Capcom was in trouble at the time. If Final Fight didn't sell well, Capcom might have been in danger of going under. ... But it actually sold more than Capcom executives expected it to, so after it took off, they told me to create Final Fight 2. I'm not the type of person to do what I'm told, though. So I said, "Well, I don't want to do that." And then I decided to make Street Fighter 2.

[Yasuda tells the story differently. In an interview in Udon's Street Fighter X Tekken art book, he says he began early design work on Street Fighter 2 before starting on Final Fight but stopped because of a lack of ROM capacity to make the game he wanted. He also says Capcom renamed Street Fighter '89 not because Street Fighter had a poor reputation, but because the game didn't feel like a Street Fighter title. Nishitani says he doesn't remember the situation clearly, but didn't do any work on Street Fighter 2 himself until after finishing Final Fight. Yasuda declined to speak with Polygon for this story, saying he only does interviews if paid.
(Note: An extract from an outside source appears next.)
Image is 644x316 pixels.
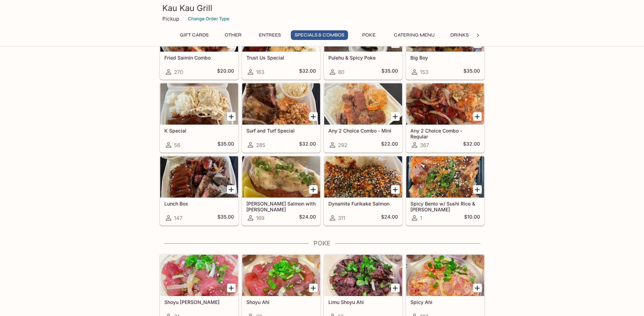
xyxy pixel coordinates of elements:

Producer equivalent Funamizu also has a slightly different take on the motivation to make Street Fighter 2. In Udon's Street Fighter: Eternal Challenge art book, he says that, after Final Fight, Capcom USA "made it clear" it wanted the team to develop the Street Fighter sequel it asked for originally. Nishitani backs up Okamoto's story, saying Capcom USA asked for a Final Fight sequel and Okamoto disobeyed. Funamizu also declined to speak for this story.]